India’s pursuit of defence self-reliance has always been a high-stakes, uphill climb. Few programs embody both its ambition and its systemic flaws more clearly than the Kaveri engine. Launched in 1986 with the aim of powering the Light Combat Aircraft (LCA) Tejas, the Kaveri was meant to signal the arrival of India as an aerospace power. Nearly four decades later, it has quietly exited the manned fighter stage, repurposed instead for unmanned systems. The end of the Kaveri’s original mission isn’t just a technical story, it’s a hard reckoning with the chronic inefficiencies of India’s defence Public Sector Undertakings (PSUs).
The Kaveri was supposed to be a game-changer: an 81 kN thrust engine built entirely in-house by the DRDO’s Gas Turbine Research Establishment. But it never met thrust or weight requirements, consistently underperforming in tests and tipping the scales 135 kilograms above design. Despite nine prototypes, 3,000 hours of ground testing, and 73 flight hours on a Russian Il-76 testbed, the engine never made it to operational service. By 2004, the Aeronautical Development Agency had moved on to General Electric’s F404-IN20 for the Tejas. That was the quiet death of Kaveri’s fighter ambitions.
Today, what remains is the Kaveri Derivative Engine (KDE), a non-afterburning variant undergoing final flight testing in Russia, expected to power India’s Ghatak stealth Unmanned Combat Aerial Vehicle. It is a pragmatic pivot, but also an admission. The DRDO’s chief, Dr. Samir Kamat, confirmed that Kaveri is no longer in the running for manned platforms. That statement closes a 39-year chapter that cost India over ₹2,000 crore and countless hours of R&D effort. The knowledge gained is real, but so are the opportunity costs.
Kaveri’s failure is not isolated. It reflects a deeper malaise within India’s military-industrial establishment, particularly in its PSUs. Institutions like HAL, BEL, and others have made undeniable contributions: Tejas, Arjun, Akash, and dozens of radar and missile systems were all delivered, albeit slowly. But delays, missed benchmarks, and dependency on imports have remained constants.
Projects are perpetually late. HAL took nearly three decades to move Tejas from concept to limited operational clearance. The Arjun tank was conceived in the 1970s but only entered limited service in the 2010s, with the Army ultimately preferring Russian T-90s. Critical systems, from single-crystal turbine blades to high-altitude test facilities, are still sourced or leased from abroad. India’s metallurgy and aerothermal science remain underdeveloped relative to its aspirations.
These shortcomings have operational consequences. The Indian Air Force’s fighter squadron strength has dipped to 31 from the sanctioned 42. The slow induction of Tejas and the absence of an indigenous engine have forced continued reliance on GE and other foreign suppliers. With the AMCA on the horizon, India still lacks a certified domestic engine powerful enough to meet its needs.

The comparison with ISRO is instructive. India has built and flown cryogenic engines. It has launched Mars and lunar missions. What’s different is not just the science, but the structure: funding consistency, autonomy in project management, and an internal culture that encourages experimentation over paperwork.
That’s where the Kaveri story turns toward reform. The data, expertise, and testing infrastructure built for the Kaveri are not lost. They form a foundation, imperfect but vital, for what must come next. The public discourse around #FundKaveriEngine reflects this urgency. There is now a growing recognition that India needs a second, better-funded push: Kaveri 2.0, possibly in partnership with firms like Safran or Rolls-Royce but built with full local ownership.
For that to work, PSUs must evolve. Bureaucratic inertia, delayed procurement, and leadership silos have to give way to faster decision-making, flexible staffing, and a greater role for private-sector engineering and design. The future lies in hybrid models, public sector infrastructure, private-sector agility. Recent contracts with firms like ideaForge in the UAV space show the way.
The Modi government has shown a willingness to confront these bottlenecks. Schemes like Atmanirbhar Bharat in defence have opened the door for private startups. Indigenous orders for platforms like Tejas Mk1A, Akash NG, and Pinaka systems have been accelerated. The 10% reservation for economically weaker sections has also created a framework for broader talent entry into engineering and aerospace research. This is a start. But scaling these changes will require political will, deep investment in R&D, and risk tolerance from institutional gatekeepers.
The Kaveri engine did not fail for lack of vision. It failed due to neglect at critical moments, both financial and administrative. Its afterlife in UAVs is not defeat, it’s reinvention. But the lessons it leaves behind must not be shelved like its prototypes. A country that aspires to strategic autonomy cannot outsource its engine room forever.
The next war India fights may not wait for imports. The next opportunity to break this cycle may not come again soon. The Kaveri is dead—for the fighter jet. But the resolve to build its successor must live on. Long live the defence PSU, but only if they are reformed, revitalized, and ready to deliver.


In the data, find each line where the word "arrow" appears and list that line.

===== Data extracts

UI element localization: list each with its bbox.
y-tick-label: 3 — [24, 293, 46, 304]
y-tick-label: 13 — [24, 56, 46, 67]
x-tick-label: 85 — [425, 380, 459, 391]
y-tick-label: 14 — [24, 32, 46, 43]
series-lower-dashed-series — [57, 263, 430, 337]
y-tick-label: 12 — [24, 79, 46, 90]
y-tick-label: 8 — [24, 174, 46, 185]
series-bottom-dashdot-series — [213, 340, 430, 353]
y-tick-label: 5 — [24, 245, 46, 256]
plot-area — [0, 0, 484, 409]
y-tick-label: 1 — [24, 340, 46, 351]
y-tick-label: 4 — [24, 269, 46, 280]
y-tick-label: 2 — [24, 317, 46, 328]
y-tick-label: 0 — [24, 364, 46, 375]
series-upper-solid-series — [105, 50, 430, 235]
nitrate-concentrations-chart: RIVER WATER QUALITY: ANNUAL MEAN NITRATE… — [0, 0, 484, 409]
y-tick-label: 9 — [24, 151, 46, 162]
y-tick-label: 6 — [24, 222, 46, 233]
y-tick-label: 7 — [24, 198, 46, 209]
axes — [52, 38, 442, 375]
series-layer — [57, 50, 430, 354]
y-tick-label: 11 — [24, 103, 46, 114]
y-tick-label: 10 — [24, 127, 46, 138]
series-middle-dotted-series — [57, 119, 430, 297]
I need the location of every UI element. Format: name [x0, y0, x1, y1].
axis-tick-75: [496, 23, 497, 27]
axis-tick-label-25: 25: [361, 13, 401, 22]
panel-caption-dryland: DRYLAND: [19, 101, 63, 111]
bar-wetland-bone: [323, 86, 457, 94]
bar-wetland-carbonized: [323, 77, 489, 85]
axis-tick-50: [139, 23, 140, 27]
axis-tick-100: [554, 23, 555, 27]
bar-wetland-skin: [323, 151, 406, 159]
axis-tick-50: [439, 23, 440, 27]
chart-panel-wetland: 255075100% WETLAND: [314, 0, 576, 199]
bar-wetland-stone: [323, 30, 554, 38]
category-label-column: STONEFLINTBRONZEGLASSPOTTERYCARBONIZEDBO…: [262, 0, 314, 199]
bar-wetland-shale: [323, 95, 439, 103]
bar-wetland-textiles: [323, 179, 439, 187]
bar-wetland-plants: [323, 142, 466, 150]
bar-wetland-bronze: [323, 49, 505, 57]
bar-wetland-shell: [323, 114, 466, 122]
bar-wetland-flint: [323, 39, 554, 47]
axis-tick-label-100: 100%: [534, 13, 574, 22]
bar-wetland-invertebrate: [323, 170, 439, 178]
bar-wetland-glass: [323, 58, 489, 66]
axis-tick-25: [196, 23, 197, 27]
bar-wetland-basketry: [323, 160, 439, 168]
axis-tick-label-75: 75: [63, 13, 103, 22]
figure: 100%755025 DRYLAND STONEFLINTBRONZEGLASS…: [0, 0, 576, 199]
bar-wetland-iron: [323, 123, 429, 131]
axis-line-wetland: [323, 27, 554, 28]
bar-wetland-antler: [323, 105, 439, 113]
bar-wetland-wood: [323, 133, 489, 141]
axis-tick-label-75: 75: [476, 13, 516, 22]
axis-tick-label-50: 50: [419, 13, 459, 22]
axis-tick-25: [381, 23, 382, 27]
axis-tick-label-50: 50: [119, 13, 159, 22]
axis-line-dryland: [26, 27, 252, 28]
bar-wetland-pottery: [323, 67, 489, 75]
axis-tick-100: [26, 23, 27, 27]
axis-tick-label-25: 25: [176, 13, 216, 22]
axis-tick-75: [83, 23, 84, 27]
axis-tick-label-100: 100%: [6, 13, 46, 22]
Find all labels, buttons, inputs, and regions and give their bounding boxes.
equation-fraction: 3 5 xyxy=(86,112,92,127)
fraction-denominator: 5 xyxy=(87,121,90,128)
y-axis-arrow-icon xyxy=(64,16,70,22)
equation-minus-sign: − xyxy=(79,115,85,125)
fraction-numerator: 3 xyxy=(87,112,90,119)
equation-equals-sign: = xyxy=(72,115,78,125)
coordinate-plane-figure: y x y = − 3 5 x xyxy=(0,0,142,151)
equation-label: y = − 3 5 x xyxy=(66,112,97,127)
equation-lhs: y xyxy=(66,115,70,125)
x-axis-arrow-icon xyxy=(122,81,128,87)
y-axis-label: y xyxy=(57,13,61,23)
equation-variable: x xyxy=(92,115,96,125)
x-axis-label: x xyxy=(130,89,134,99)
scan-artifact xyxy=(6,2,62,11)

==========

■ Result for this exercise
y-axis-arrow-icon xyxy=(64,16,70,22)
x-axis-arrow-icon xyxy=(122,81,128,87)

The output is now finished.